Thank you for listening. I hope you have a wonderful day. It’s hard to keep your chin up in these temperatures, but Daylight Savings Time begins March 8, and spring is not too far away. We’re almost there.

Best,

A.

March 15, 2012

My/our temple

It is a very strange thing to find that your body has been taken over by another being.  And strange to be a container carrying precious cargo that everyone else has an opinion about and an interest in and my god they are going to let you know!

Before I was pregnant, when I needed mental health assistance it could be very, very difficult to get the help I needed.  Endless phone calls and waits and unreturned messages and frustration and confusion for which I just didn't have the energy.  So it was strange to become pregnant and suddenly find that everyone could not help me fast enough.  My baby's health and well-being are important enough to complete strangers that they want to bend over backwards (to the extent that their budgets allow) to connect me with services. 

Want to take a jewelry-making class with other moms-to-be?  Here's a pamphlet!

Care to try prenatal acupuncture?  Come to our free clinic!

Feel like you want support when you bring your newborn home?  Let us sign you up for a few visits from a home health nurse!

Compared to what I had gotten used to, it has been rather dazzling. 

I am trying to take advantage of every service and opportunity I can manage while it is available, especially now as I'm reaching the end and being pregnant has become very, very difficult.  I was aware that it might, but never would I have been able to imagine how.

At the beginning of my second pregnancy, I was warned that miscarriage, pregnancy, and birth can all being very challenging experiences for women who've experienced sexual trauma.  When I thought about it, it made sense.  I was glad to be warned and I filed this knowledge away with the idea that knowing was half the battle and now that I knew I would be fine.

How I was wrong.

(To be continued.)

December 10, 2011

Where I went and why I stayed

I imagine most people think they know how they would react in a given situation.  I know I did.  I always had a bit of feistiness in me that led me to believe I would fight an attacker tooth and nail.  Plus, I was smart.  I was educated in sexuality and gender issues.  I taught classes on those subjects fer chrissakes.
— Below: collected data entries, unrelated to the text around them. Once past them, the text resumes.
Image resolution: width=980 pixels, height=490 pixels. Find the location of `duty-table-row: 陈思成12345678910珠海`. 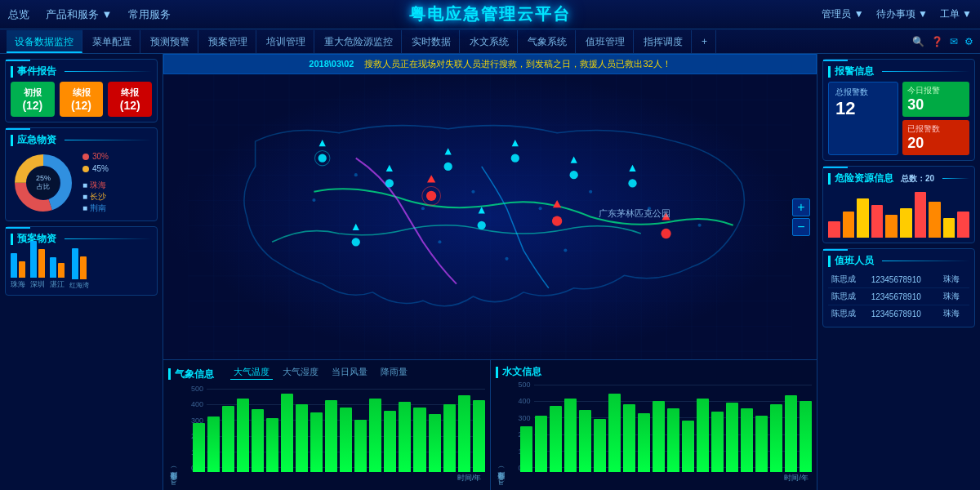

duty-table-row: 陈思成12345678910珠海 is located at coordinates (898, 314).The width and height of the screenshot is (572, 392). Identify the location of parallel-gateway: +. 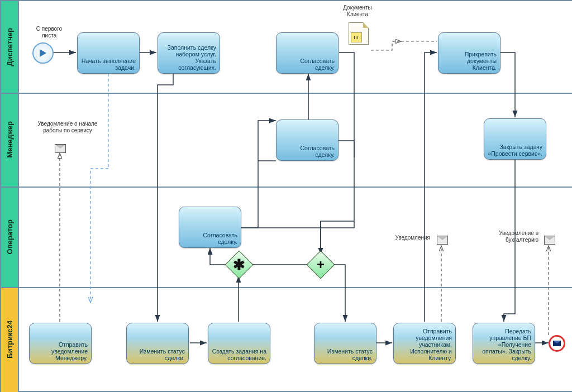
(321, 265). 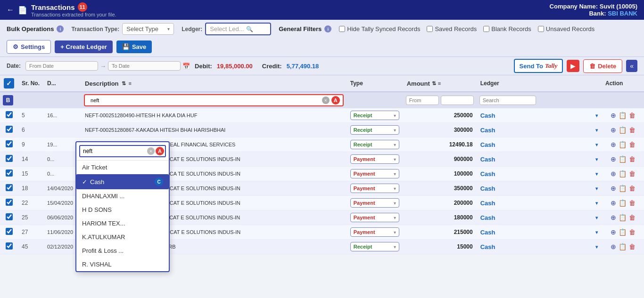 I want to click on dropdown-clear-icon: ×, so click(x=151, y=151).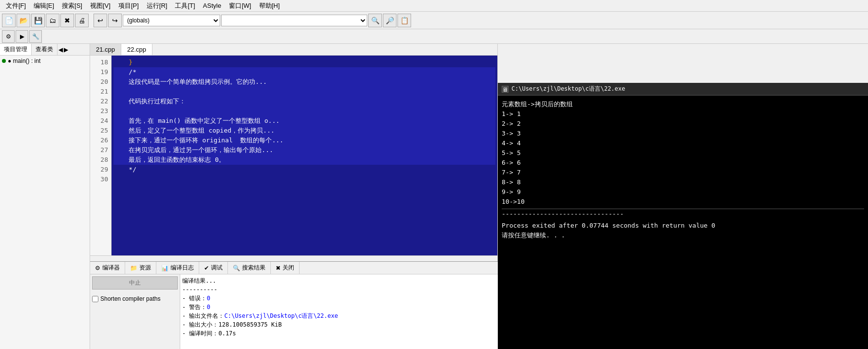  I want to click on terminal-line-4: 4-> 4, so click(683, 143).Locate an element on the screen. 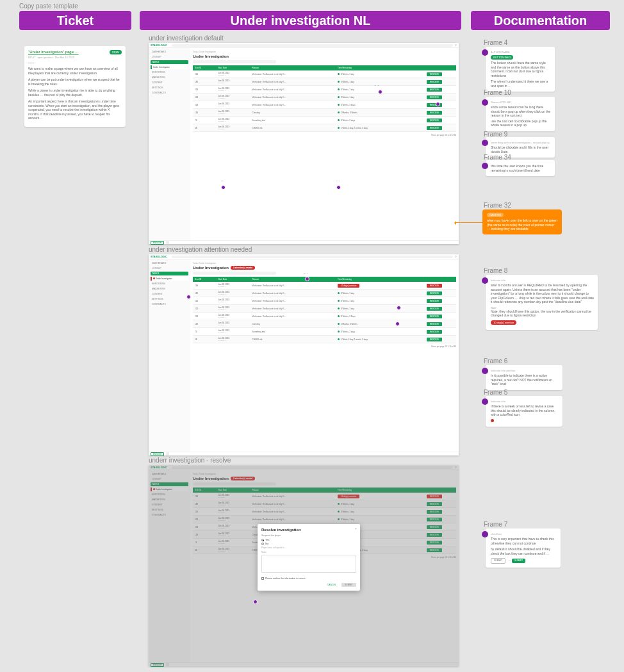 Image resolution: width=624 pixels, height=672 pixels. ticket-title-link: "Under Investigation" page … is located at coordinates (54, 52).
In the back of my mind lately--in spite of all the other things I have going on--I have been processing some of the issues that kept me from fighting back, from speaking up.  The list is incomplete.
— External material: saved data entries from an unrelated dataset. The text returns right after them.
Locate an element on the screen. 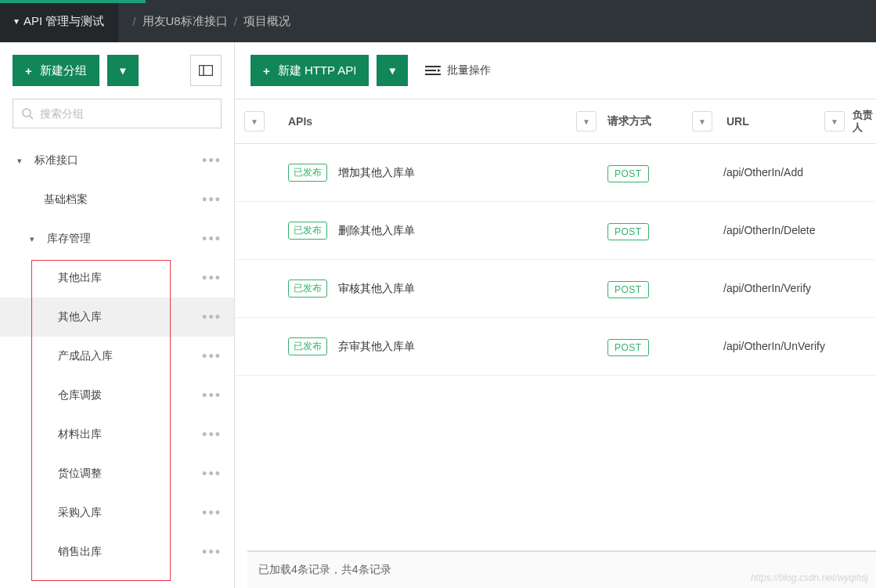 This screenshot has height=588, width=876. breadcrumb-item: 用友U8标准接口 is located at coordinates (185, 22).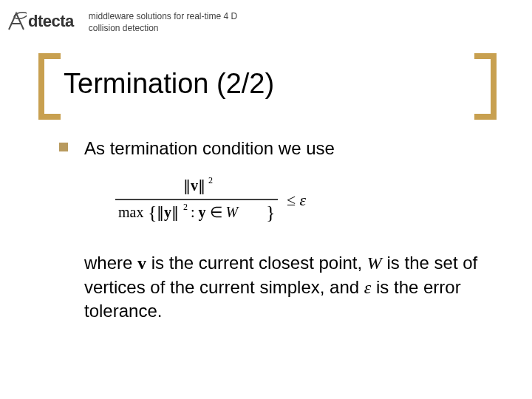 The height and width of the screenshot is (399, 532). What do you see at coordinates (50, 86) in the screenshot?
I see `bracket-left-decoration` at bounding box center [50, 86].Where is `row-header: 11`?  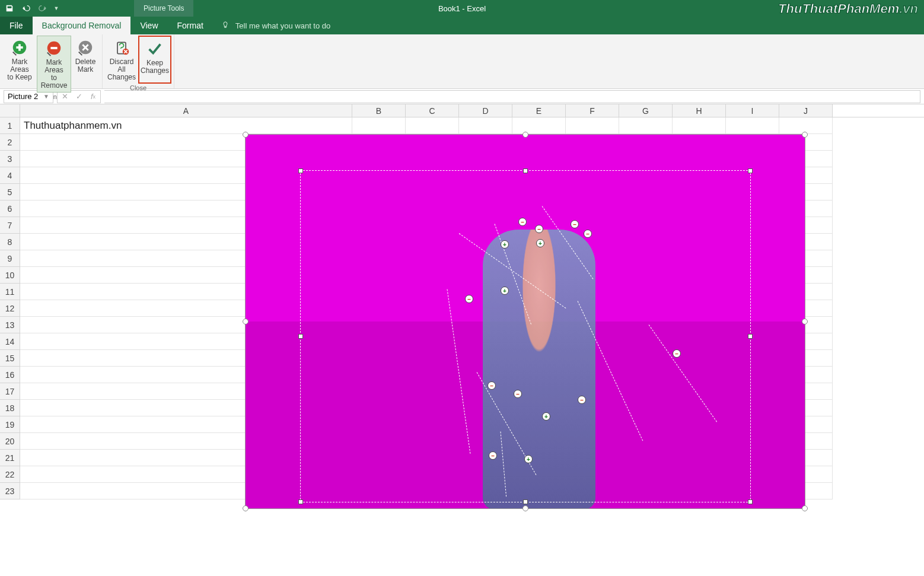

1.  Though I struggled, I didn't scream while it was happening because I didn't want to make a scene.  I get made fun of for being overly dramatic; I always have.  And when I reported a molestation to a trusted adult as a child, I was told that I had misunderstood what had happened, and that it had not happened the way I said it did.  Because I misunderstood.

I thought maybe I was misunderstanding this time, too.

2.  Admitting to myself what was happening put me in danger of panic.  And if panic set in I felt like I would lose all control. 

Better to keep quiet and calm and alert.

3.  He didn't beat me up.  Didn't pull a weapon on me.  Didn't even say a word, in fact.  He just held me down with his own weight.  Despite the pain and the powerlessness, I kept telling myself, "It's just sex.  That's all it boils down to.  I've had sex plenty of times.  I can survive this."  Though I couldn't even allow myself to think about the word "rape" at the time, looking back I know I felt I wasn't "raped enough" (i.e., raped violently enough) as others I knew had been in order to be seen as having been "legitimately" raped by others. 

They wouldn't believe me--wouldn't take me seriously.

4.  I know you're not supposed to shower.  I've seen enough Law & Order episodes to know.  But the idea of going to a doctor or a police officer dirty and unwashed was unthinkable to me.  I just wanted to wash his presence off and forget. 

The shame and humilation were unbearable.